Eating dog is wrong. Right?

One of the very few things I knew about Korea before I came here for the first time on an art residency in 2008 is that they eat dog.  This was one of the ‘exotic’ facts that served to set the Koreans apart from us westerners, and, of course, below us in terms of civilization. After all, what kind of civilized people eat dog, ‘man’s best friend’?

For westerners like me, a dog is a pet. But it is also commonly used as an ‘organic’ property alarm and deterrent. In Korea, the dog is also meat. But far fewer South Koreans than once upon a time consume dog nowadays.. 84% of the Korean population reported never having consumed dog meat nor having plans to ever do In a 2020 survey. (1) The dog as a pet is a growing trend here, imported from the west. The Covid-19 pandemic gave it a big boost because people were lonely, as also has the reluctance of young couples to have children - a dog becomes a substitute. Near us, a ‘dog café’ recently opened where city folks can bring their dogs for a safe run-around. Treacly pop music plays within the compound, so the visitors don’t get spooked by the silence, I suppose. None of them seem to consider that they could walk their dog on the delightful adjacent hill.

We have a pet dog named Bomi. It happened by chance. One day we were walking on the track beside this very same wooded hillside near the new dog cafe when we spotted a tiny black and white puppy hiding behind a tree. The picture at the start of today’s post is of Bomi just after we found her. Cute, or what?! As you can imagine, it was impossible to ignore the poor little thing. So, we took her home and adopted her. She’s now very much part of the family.  We’re not sure what mix of breeds make her the mongrel she is. Perhaps border collie and corgi. She looks like a border collie except she has very short legs. Everybody smiles when they see her out for our daily walks. Here is a photo of Bomi more recently, visiting nearby fortifications:

On our walks we pass several guard-dogs, some of which bark very aggressively, some not so much. We also pass what I think is a ‘dog-farm’. The dogs are mostly Jindo, the most characteristic breed of Korean dog, and they never seem to get much past young adult stage before being replaced. It’s obviously very small-scale business, and I suppose you could call it a ‘humane’ kind of place, as it’s in the open air. Other dogs-for-meat are simply kept in cages. Here is this open-air one:

Before we luxuriate in our cultural superiority, however, it is worth considering the fact that meat consumption in general has risen in Korea because more Koreans are now Christians (29%).  Buddhism, which was once the state religion of Korea and is still practiced by 23%, is a vegetarian religion.

Why stop our indignation with eating dog?  What about all the other animals that are slaughtered for our culinary pleasure? The answer is obvious: because we think the dog is a domestic animal whose role is to be a pet or a guardian (or both), and so it is in a different category to all the other domesticated animals which are bred for consumption.

I was shocked by an essay I read recently in which the author discussed the modern-day broiler chicken – the kind we eat so voraciously that it has become by far the most numerous bird globally: it has a standing stock of about 23 billion! As the author notes, the sparrow population is about half a billion and the pigeon about 400 million.  In fact, the broiler chicken outweighs all other birds in the world combined by more than twice. . This chicken, which has been bred to provide our dinner, is also a  very different shape bird from its  wild ancestor: it is three or four times bigger (2).  

South Korea is also famous for its consumption of broiler chickens, mostly in the form of barbecued varieties. Restaurants are everywhere. Logically, ethically, we should surely also be contemplating stopping eating these chickens. Right? especially as they live their short lives in the most appalling conditions.

Back in the late 1970s before I went to university, I went to work for three months on a kibbutz in northern Israel (Israel were the ‘good guys’ back then and it was a late hippy kind of thing to do). This kibbutz had (probably still has) a broiler chicken farm, and as you can imagine, chicken was often on the menu. A couple of times, I was timetabled to work in the chicken shed. The job was carrying live chickens upside down by the legs so they could be stuffed into cages stacked on the back of a lorry, which would then transport them down the road to the slaughter-house. The huge shed in which the chickens were housed was horrible. The noise was deafening. The smell was noxious. The evident fear of the chickens, was palpable. After working the shift I stopped eating chicken…..for a couple of days.

My sister and niece are vegetarians. Meat is murder, that’s for sure. But it’s the kind of murder we are culturally conditioned to accept without moral qualms - or most of us, anyway. So, while we should definitely condemn dog-eaters, we might also make such criticism the occasion for some wider reflection on our own unexamined customs.

 Notes

1.     https://en.wikipedia.org/wiki/Dog_meat_consumption_in_South_Korea

2.     Jan Zalasiewicz, “Science: Old and New Patterns of the Anthropocene’ in Julia Adeney Thomas, editor, Altered Earth. Getting the Anthropocene Right. Cambridge University Press, 2022) pp.38-40.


Leaving the pictures aside, repeat each line below exactly.

## Dataset records
================================
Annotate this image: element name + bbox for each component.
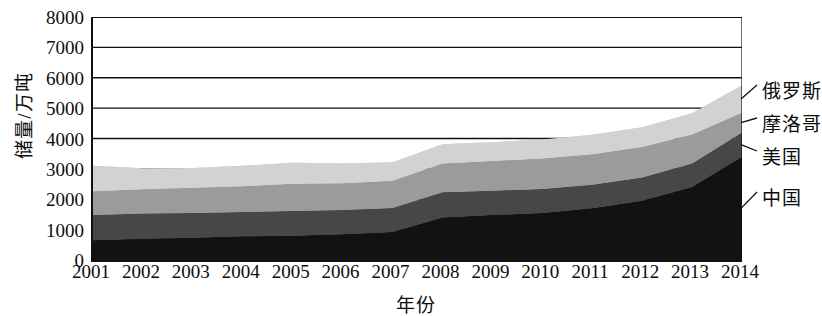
y-axis-tick-label: 2000 xyxy=(24,190,84,209)
y-axis-tick-label: 8000 xyxy=(24,8,84,27)
series-callout-label: 中国 xyxy=(762,189,802,208)
x-axis-tick-label: 2006 xyxy=(322,262,360,283)
y-axis-tick-label: 7000 xyxy=(24,38,84,57)
x-axis-tick-label: 2008 xyxy=(421,262,459,283)
x-axis-tick-labels: 2001200220032004200520062007200820092010… xyxy=(91,262,740,288)
series-callout-label: 俄罗斯 xyxy=(762,82,822,101)
y-axis-tick-label: 1000 xyxy=(24,220,84,239)
x-axis-tick-label: 2013 xyxy=(671,262,709,283)
x-axis-tick-label: 2004 xyxy=(222,262,260,283)
y-axis-tick-label: 6000 xyxy=(24,68,84,87)
callout-leader-line xyxy=(741,118,757,123)
x-axis-title: 年份 xyxy=(91,290,740,316)
y-axis-tick-label: 3000 xyxy=(24,159,84,178)
series-callout-label: 摩洛哥 xyxy=(762,115,822,134)
x-axis-tick-label: 2012 xyxy=(621,262,659,283)
callout-leader-line xyxy=(741,192,757,208)
x-axis-tick-label: 2014 xyxy=(721,262,759,283)
series-callout-label: 美国 xyxy=(762,148,802,167)
callout-leader-line xyxy=(741,85,757,99)
x-axis-tick-label: 2009 xyxy=(471,262,509,283)
plot-svg xyxy=(93,17,742,260)
y-axis-tick-label: 4000 xyxy=(24,129,84,148)
x-axis-tick-label: 2011 xyxy=(572,262,609,283)
x-axis-tick-label: 2010 xyxy=(521,262,559,283)
x-axis-tick-label: 2003 xyxy=(172,262,210,283)
callout-leader-line xyxy=(741,145,757,151)
x-axis-tick-label: 2001 xyxy=(72,262,110,283)
x-axis-tick-label: 2002 xyxy=(122,262,160,283)
x-axis-tick-label: 2007 xyxy=(372,262,410,283)
x-axis-tick-label: 2005 xyxy=(272,262,310,283)
y-axis-tick-label: 5000 xyxy=(24,99,84,118)
plot-area xyxy=(91,17,742,262)
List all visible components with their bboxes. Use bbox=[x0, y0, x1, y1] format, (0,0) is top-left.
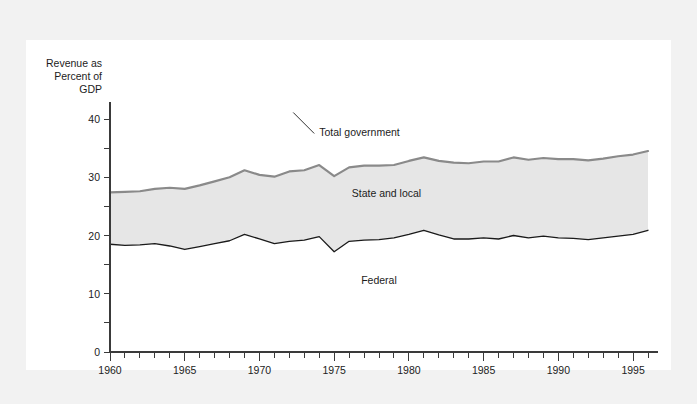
annotation-state-and-local: State and local bbox=[352, 187, 421, 199]
x-tick-label: 1960 bbox=[98, 364, 122, 376]
x-tick-label: 1985 bbox=[472, 364, 496, 376]
x-tick-label: 1995 bbox=[621, 364, 645, 376]
x-tick-label: 1980 bbox=[397, 364, 421, 376]
annotation-total-government: Total government bbox=[319, 126, 400, 138]
y-tick-label: 40 bbox=[88, 113, 100, 125]
x-tick-label: 1970 bbox=[248, 364, 272, 376]
annotation-federal: Federal bbox=[361, 274, 397, 286]
chart-figure: 0102030401960196519701975198019851990199… bbox=[0, 0, 697, 404]
y-tick-label: 30 bbox=[88, 171, 100, 183]
y-axis-title-line: Percent of bbox=[54, 70, 102, 82]
revenue-percent-gdp-chart: 0102030401960196519701975198019851990199… bbox=[0, 0, 697, 404]
y-tick-label: 10 bbox=[88, 288, 100, 300]
x-tick-label: 1975 bbox=[322, 364, 346, 376]
x-tick-label: 1965 bbox=[173, 364, 197, 376]
annotation-leader-line bbox=[293, 112, 314, 133]
y-tick-label: 0 bbox=[94, 346, 100, 358]
y-axis-title-line: Revenue as bbox=[46, 57, 102, 69]
x-tick-label: 1990 bbox=[547, 364, 571, 376]
y-axis-title-line: GDP bbox=[79, 83, 102, 95]
y-tick-label: 20 bbox=[88, 230, 100, 242]
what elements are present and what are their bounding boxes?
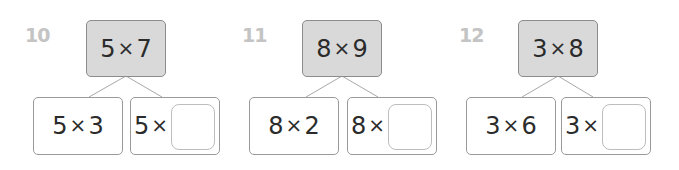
times-sign: × (286, 113, 303, 137)
part-right-box: 3× (561, 97, 651, 155)
answer-blank[interactable] (602, 104, 646, 150)
factor-a: 5 (134, 112, 149, 140)
times-sign: × (151, 113, 168, 137)
factor-b: 3 (88, 112, 103, 140)
factor-b: 8 (568, 35, 583, 63)
factor-a: 8 (316, 35, 331, 63)
factor-a: 8 (268, 112, 283, 140)
answer-blank[interactable] (388, 104, 432, 150)
times-sign: × (368, 113, 385, 137)
times-sign: × (550, 36, 567, 60)
factor-a: 5 (100, 35, 115, 63)
part-left-box: 3×6 (466, 97, 556, 155)
problem-number: 12 (459, 24, 483, 46)
factor-a: 5 (52, 112, 67, 140)
times-sign: × (582, 113, 599, 137)
whole-product-box: 3×8 (518, 20, 598, 77)
factor-b: 6 (521, 112, 536, 140)
part-left-box: 5×3 (33, 97, 123, 155)
times-sign: × (118, 36, 135, 60)
factor-b: 7 (136, 35, 151, 63)
answer-blank[interactable] (171, 104, 215, 150)
factor-a: 3 (532, 35, 547, 63)
whole-product-box: 8×9 (302, 20, 382, 77)
factor-a: 3 (565, 112, 580, 140)
part-right-box: 8× (347, 97, 437, 155)
problem-number: 10 (25, 24, 49, 46)
part-left-box: 8×2 (249, 97, 339, 155)
times-sign: × (503, 113, 520, 137)
times-sign: × (70, 113, 87, 137)
times-sign: × (334, 36, 351, 60)
factor-a: 3 (485, 112, 500, 140)
whole-product-box: 5×7 (86, 20, 166, 77)
part-right-box: 5× (130, 97, 220, 155)
problem-number: 11 (242, 24, 266, 46)
factor-a: 8 (351, 112, 366, 140)
factor-b: 9 (352, 35, 367, 63)
factor-b: 2 (304, 112, 319, 140)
================================
## Reply to the task
Annotate this image: element name + bbox for each component.
y-axis-tick-label: 2000 xyxy=(24,190,84,209)
y-axis-tick-label: 8000 xyxy=(24,8,84,27)
series-callout-label: 中国 xyxy=(762,189,802,208)
x-axis-tick-label: 2006 xyxy=(322,262,360,283)
y-axis-tick-label: 7000 xyxy=(24,38,84,57)
x-axis-tick-label: 2008 xyxy=(421,262,459,283)
x-axis-tick-labels: 2001200220032004200520062007200820092010… xyxy=(91,262,740,288)
series-callout-label: 俄罗斯 xyxy=(762,82,822,101)
y-axis-tick-label: 1000 xyxy=(24,220,84,239)
x-axis-tick-label: 2013 xyxy=(671,262,709,283)
x-axis-tick-label: 2004 xyxy=(222,262,260,283)
y-axis-tick-label: 6000 xyxy=(24,68,84,87)
callout-leader-line xyxy=(741,118,757,123)
x-axis-title: 年份 xyxy=(91,290,740,316)
y-axis-tick-label: 3000 xyxy=(24,159,84,178)
series-callout-label: 摩洛哥 xyxy=(762,115,822,134)
x-axis-tick-label: 2012 xyxy=(621,262,659,283)
callout-leader-line xyxy=(741,192,757,208)
x-axis-tick-label: 2014 xyxy=(721,262,759,283)
series-callout-label: 美国 xyxy=(762,148,802,167)
callout-leader-line xyxy=(741,85,757,99)
x-axis-tick-label: 2009 xyxy=(471,262,509,283)
plot-svg xyxy=(93,17,742,260)
y-axis-tick-label: 4000 xyxy=(24,129,84,148)
x-axis-tick-label: 2011 xyxy=(572,262,609,283)
x-axis-tick-label: 2010 xyxy=(521,262,559,283)
x-axis-tick-label: 2003 xyxy=(172,262,210,283)
callout-leader-line xyxy=(741,145,757,151)
x-axis-tick-label: 2001 xyxy=(72,262,110,283)
x-axis-tick-label: 2002 xyxy=(122,262,160,283)
x-axis-tick-label: 2007 xyxy=(372,262,410,283)
x-axis-tick-label: 2005 xyxy=(272,262,310,283)
y-axis-tick-label: 5000 xyxy=(24,99,84,118)
plot-area xyxy=(91,17,742,262)
List all visible components with their bboxes. Use bbox=[x0, y0, x1, y1] format, (0,0) is top-left.
annotation-state-and-local: State and local bbox=[352, 187, 421, 199]
x-tick-label: 1960 bbox=[98, 364, 122, 376]
x-tick-label: 1985 bbox=[472, 364, 496, 376]
x-tick-label: 1995 bbox=[621, 364, 645, 376]
x-tick-label: 1980 bbox=[397, 364, 421, 376]
annotation-total-government: Total government bbox=[319, 126, 400, 138]
y-tick-label: 40 bbox=[88, 113, 100, 125]
x-tick-label: 1970 bbox=[248, 364, 272, 376]
annotation-federal: Federal bbox=[361, 274, 397, 286]
chart-figure: 0102030401960196519701975198019851990199… bbox=[0, 0, 697, 404]
y-tick-label: 30 bbox=[88, 171, 100, 183]
y-axis-title-line: Percent of bbox=[54, 70, 102, 82]
revenue-percent-gdp-chart: 0102030401960196519701975198019851990199… bbox=[0, 0, 697, 404]
y-tick-label: 10 bbox=[88, 288, 100, 300]
x-tick-label: 1975 bbox=[322, 364, 346, 376]
x-tick-label: 1965 bbox=[173, 364, 197, 376]
annotation-leader-line bbox=[293, 112, 314, 133]
y-tick-label: 0 bbox=[94, 346, 100, 358]
y-axis-title-line: Revenue as bbox=[46, 57, 102, 69]
x-tick-label: 1990 bbox=[547, 364, 571, 376]
y-axis-title-line: GDP bbox=[79, 83, 102, 95]
y-tick-label: 20 bbox=[88, 230, 100, 242]
what elements are present and what are their bounding boxes?
times-sign: × (286, 113, 303, 137)
part-right-box: 3× (561, 97, 651, 155)
answer-blank[interactable] (602, 104, 646, 150)
factor-a: 5 (134, 112, 149, 140)
times-sign: × (151, 113, 168, 137)
factor-b: 3 (88, 112, 103, 140)
factor-b: 8 (568, 35, 583, 63)
factor-a: 8 (316, 35, 331, 63)
factor-a: 8 (268, 112, 283, 140)
answer-blank[interactable] (388, 104, 432, 150)
times-sign: × (368, 113, 385, 137)
times-sign: × (550, 36, 567, 60)
factor-a: 5 (100, 35, 115, 63)
part-left-box: 3×6 (466, 97, 556, 155)
problem-number: 12 (459, 24, 483, 46)
factor-a: 5 (52, 112, 67, 140)
times-sign: × (582, 113, 599, 137)
whole-product-box: 3×8 (518, 20, 598, 77)
factor-b: 6 (521, 112, 536, 140)
part-left-box: 5×3 (33, 97, 123, 155)
times-sign: × (118, 36, 135, 60)
factor-b: 7 (136, 35, 151, 63)
answer-blank[interactable] (171, 104, 215, 150)
factor-a: 3 (532, 35, 547, 63)
whole-product-box: 8×9 (302, 20, 382, 77)
factor-a: 3 (565, 112, 580, 140)
part-right-box: 8× (347, 97, 437, 155)
problem-number: 10 (25, 24, 49, 46)
part-left-box: 8×2 (249, 97, 339, 155)
times-sign: × (503, 113, 520, 137)
times-sign: × (70, 113, 87, 137)
times-sign: × (334, 36, 351, 60)
factor-a: 3 (485, 112, 500, 140)
whole-product-box: 5×7 (86, 20, 166, 77)
part-right-box: 5× (130, 97, 220, 155)
problem-number: 11 (242, 24, 266, 46)
factor-a: 8 (351, 112, 366, 140)
factor-b: 9 (352, 35, 367, 63)
factor-b: 2 (304, 112, 319, 140)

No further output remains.